During the first year of the pandemic, Massachusetts’ arts and culture sector took a $588 million hit. For greater Boston, that meant arts organizations lost a total of $423 million and individual artists lost close to $13 million.
As a mayoral candidate, Michelle Wu laid out a thorough plan to help the arts and culture sector recover. It included everything from boosting Boston’s artists in residence programs to reforming the city’s Payment in Lieu of Tax (PILOT) program, which asks tax-exempt organizations — universities, hospitals and nonprofit cultural institutions — to make voluntary payments to the city.
Wu also emphasized what arts have meant to her personally. Her campaign website says, “growing up, the arts were central to Michelle’s immigrant family, grounding her in culture, heritage, and community.”
Now that Wu has recently marked her first 100 days in office, and arts and culture venues are reopening, GBH’s Executive Arts Editor Jared Bowen visited the mayor at City Hall to talk about her commitment to the arts and culture sector. One thing that immediately stood out was an upright Yamaha. A classically trained pianist, Wu had the city-owned piano moved into her office right after her inauguration.
Of the piano, Wu says it has grounded her. “When my parents first came to this country, they didn't speak English very well," she said. "Music was how they could still feel connected to community here, despite language barriers, despite other cultural barriers. Music transcended everything. I've been playing piano since I was four or five years old, and it's been a source of comfort, a source of strength, a source of just finding myself.”
The role that arts and culture has played in Wu’s life is something that she wants to be central to Boston’s life. [The arts] “are not only how we hope to connect with each other and heal after such a trying difficult two years, they’re really going to be central and key to our economic recovery as well.”
As Wu sees it, Boston can also use the arts and culture sector to lead the way in this post-pandemic recovery. “We're going to be the city where you can't miss out. You need to be here to enjoy the shows and see the public art and to enjoy our restaurants and cultural scene. That is critical to drawing people back in and making sure that we can continue building that foundation of what it means to be a creative, dense, welcoming, inclusive city," she said.
However, for the city’s arts and culturee community to thrive, artists need to thrive too. Affordable housing and a lack of studio space remain a challenge for artists who want to stay in a city whose skyline is dominated by cranes and shiny new skyscrapers.
Wu says that the development in Boston shouldn’t be to the detriment of the creative community. “Our growth as a city should be providing the same mechanisms and support to be able to build arts facilities and spaces and resources right into that," she said. "With every new building that goes up, there needs to be a conversation about what the contribution to our cultural fabric is as well. Many of our neighborhoods that represent such treasures are at great risk. Not only could arts organizations be lost, but larger cultural institutions as well.”
When Wu was running for Mayor she would play the piano before the debates to clear her head. Today, when she sits at the piano, her office overlooks the city of which she is now mayor.
"It's shocking to remember what life felt like when I first started piano lessons, that my parents felt excluded and shut out from so many of the systems," she said. "We never could have imagined that one day I would be involved in government.”
Reflecting on her years of practice and performance, Wu says “with music, when you're looking at those notes that someone else brought to life hundreds of years ago, you can still bring a little bit of them, bring a little bit of that spirit they were trying to convey into this moment to match how you're feeling," she said. "It's incredible, that sense of meeting people where they are — transcending language and time and every other way that we’re divided. That’s what I hope that the city of Boston can represent too."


Required action: Whatever follows the line containing "Please detect *human face* in the image." in the listing below should be printed exactly, along with that line itself.

Data for analysis:
========================================

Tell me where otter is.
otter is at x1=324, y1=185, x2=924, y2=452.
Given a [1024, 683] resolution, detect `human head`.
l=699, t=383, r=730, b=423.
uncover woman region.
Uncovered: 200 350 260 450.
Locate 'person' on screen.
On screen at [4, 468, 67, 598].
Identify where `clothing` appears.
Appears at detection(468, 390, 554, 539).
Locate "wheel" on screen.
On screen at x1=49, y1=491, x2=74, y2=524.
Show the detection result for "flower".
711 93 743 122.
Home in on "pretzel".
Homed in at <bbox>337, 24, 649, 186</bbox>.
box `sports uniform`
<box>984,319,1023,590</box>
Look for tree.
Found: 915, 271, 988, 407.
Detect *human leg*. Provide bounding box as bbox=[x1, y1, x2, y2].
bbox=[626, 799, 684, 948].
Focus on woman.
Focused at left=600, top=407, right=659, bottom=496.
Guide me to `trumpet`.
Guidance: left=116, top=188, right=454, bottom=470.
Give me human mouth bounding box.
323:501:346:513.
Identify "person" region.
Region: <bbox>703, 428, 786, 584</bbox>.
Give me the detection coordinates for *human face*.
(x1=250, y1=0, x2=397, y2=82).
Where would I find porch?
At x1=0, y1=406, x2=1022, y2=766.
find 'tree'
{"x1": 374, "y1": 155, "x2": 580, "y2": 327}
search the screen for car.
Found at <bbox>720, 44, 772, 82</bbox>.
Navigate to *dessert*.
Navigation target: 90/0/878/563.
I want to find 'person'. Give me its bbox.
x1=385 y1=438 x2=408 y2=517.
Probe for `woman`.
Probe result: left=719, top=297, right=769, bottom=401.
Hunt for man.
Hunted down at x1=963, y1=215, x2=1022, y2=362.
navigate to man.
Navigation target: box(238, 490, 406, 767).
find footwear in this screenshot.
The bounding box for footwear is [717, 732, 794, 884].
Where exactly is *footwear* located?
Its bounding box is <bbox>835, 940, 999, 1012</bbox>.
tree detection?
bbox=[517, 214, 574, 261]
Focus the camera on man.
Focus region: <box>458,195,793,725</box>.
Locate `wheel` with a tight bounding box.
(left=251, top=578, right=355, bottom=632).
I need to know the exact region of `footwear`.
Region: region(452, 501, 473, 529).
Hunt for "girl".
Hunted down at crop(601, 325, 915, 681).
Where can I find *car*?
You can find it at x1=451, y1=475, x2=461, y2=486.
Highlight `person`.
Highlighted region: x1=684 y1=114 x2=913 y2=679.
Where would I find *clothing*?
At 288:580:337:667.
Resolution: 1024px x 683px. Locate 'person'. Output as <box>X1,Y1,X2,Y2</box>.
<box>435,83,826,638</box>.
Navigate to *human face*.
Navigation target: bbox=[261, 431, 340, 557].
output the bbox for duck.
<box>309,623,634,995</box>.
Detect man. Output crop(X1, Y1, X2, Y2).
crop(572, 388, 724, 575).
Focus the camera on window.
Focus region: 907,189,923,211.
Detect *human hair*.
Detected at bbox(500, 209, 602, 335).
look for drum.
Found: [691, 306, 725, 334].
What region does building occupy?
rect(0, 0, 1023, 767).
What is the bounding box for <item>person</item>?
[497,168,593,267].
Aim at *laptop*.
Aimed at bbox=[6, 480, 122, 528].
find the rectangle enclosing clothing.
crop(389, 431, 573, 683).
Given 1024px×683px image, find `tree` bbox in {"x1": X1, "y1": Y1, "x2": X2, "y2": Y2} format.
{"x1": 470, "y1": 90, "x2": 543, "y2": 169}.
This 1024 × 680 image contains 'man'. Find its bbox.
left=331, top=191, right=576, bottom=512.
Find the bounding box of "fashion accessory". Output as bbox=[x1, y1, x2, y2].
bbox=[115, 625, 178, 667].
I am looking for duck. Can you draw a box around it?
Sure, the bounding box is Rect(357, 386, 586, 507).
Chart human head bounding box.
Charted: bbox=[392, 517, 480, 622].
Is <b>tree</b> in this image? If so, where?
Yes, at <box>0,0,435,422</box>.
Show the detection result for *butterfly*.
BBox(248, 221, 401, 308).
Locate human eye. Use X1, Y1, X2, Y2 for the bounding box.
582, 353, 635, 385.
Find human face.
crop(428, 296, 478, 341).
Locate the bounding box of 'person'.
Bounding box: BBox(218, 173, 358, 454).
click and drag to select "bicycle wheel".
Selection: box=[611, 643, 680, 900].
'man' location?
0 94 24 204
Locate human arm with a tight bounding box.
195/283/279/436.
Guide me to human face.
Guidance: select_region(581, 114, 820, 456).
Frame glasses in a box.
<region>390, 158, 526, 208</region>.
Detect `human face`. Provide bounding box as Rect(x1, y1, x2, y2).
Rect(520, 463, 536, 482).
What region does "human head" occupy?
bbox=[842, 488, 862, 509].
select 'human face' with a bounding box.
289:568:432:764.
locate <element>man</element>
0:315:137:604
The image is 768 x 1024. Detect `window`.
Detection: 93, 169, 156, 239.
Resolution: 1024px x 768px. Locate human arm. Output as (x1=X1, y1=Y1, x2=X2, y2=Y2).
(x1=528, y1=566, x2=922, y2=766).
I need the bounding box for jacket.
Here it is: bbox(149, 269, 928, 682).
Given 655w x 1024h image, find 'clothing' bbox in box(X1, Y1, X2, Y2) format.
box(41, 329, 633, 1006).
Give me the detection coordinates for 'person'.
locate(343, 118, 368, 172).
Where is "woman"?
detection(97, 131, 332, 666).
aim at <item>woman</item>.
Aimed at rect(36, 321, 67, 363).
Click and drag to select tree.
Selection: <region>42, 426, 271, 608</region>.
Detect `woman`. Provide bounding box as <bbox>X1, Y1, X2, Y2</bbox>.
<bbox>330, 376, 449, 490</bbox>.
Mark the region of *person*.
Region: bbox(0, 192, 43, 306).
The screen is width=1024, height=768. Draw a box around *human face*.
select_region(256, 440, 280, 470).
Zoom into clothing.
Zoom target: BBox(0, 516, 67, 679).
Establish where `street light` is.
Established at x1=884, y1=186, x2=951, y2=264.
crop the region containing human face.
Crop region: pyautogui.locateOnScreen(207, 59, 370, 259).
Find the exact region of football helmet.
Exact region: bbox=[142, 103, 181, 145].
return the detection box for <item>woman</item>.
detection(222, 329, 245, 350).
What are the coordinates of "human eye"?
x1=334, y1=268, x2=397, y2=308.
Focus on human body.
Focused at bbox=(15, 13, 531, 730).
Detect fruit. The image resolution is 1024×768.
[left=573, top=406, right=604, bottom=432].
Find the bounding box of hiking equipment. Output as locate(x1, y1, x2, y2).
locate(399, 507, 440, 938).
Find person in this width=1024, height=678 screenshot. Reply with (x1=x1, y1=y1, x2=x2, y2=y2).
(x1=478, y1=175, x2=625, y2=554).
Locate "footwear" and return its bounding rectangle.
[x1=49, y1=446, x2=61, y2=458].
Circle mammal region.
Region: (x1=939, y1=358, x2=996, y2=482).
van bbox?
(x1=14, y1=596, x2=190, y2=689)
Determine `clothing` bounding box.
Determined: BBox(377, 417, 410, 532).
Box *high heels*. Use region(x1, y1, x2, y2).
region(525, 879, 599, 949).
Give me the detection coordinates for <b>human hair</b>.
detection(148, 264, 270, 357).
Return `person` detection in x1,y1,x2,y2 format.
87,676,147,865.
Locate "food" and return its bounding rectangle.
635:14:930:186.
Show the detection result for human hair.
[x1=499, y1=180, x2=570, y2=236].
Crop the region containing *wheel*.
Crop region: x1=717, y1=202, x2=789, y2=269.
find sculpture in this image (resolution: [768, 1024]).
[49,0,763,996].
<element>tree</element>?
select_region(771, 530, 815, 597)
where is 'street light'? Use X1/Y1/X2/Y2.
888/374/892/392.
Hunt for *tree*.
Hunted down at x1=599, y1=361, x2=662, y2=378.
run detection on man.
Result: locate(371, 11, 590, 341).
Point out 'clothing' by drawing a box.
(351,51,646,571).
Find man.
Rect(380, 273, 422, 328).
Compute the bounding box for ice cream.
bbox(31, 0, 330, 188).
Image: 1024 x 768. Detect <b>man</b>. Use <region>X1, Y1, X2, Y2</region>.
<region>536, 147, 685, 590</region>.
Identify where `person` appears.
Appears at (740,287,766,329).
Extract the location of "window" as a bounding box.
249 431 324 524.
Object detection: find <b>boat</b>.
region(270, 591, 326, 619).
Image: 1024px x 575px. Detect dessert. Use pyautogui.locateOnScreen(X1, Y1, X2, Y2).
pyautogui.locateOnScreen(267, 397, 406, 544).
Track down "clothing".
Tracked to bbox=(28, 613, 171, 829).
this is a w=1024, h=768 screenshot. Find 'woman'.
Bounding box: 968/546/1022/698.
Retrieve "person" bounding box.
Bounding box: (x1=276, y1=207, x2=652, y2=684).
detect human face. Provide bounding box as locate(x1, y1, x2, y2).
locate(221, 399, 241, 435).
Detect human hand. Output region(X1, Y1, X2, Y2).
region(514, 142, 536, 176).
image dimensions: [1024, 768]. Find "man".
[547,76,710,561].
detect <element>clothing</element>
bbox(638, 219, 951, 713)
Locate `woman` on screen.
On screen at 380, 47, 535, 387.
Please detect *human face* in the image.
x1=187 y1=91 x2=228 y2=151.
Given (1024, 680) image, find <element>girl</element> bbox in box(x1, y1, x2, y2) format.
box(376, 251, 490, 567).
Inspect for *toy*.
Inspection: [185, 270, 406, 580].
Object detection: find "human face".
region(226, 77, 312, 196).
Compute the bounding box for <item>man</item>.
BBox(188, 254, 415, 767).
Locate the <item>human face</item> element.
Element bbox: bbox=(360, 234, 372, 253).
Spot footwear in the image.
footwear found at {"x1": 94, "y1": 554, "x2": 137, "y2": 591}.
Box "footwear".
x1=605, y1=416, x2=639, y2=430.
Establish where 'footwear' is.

========================================

Solution for this problem:
Please detect *human face* in the image.
x1=187 y1=91 x2=228 y2=151.
Given (1024, 680) image, find <element>girl</element> bbox in box(x1, y1, x2, y2) format.
box(376, 251, 490, 567).
Inspect for *toy*.
Inspection: [185, 270, 406, 580].
Object detection: find "human face".
region(226, 77, 312, 196).
Compute the bounding box for <item>man</item>.
BBox(188, 254, 415, 767).
Locate the <item>human face</item> element.
Element bbox: bbox=(360, 234, 372, 253).
Spot footwear in the image.
footwear found at {"x1": 94, "y1": 554, "x2": 137, "y2": 591}.
Box "footwear".
x1=605, y1=416, x2=639, y2=430.
Establish where 'footwear' is.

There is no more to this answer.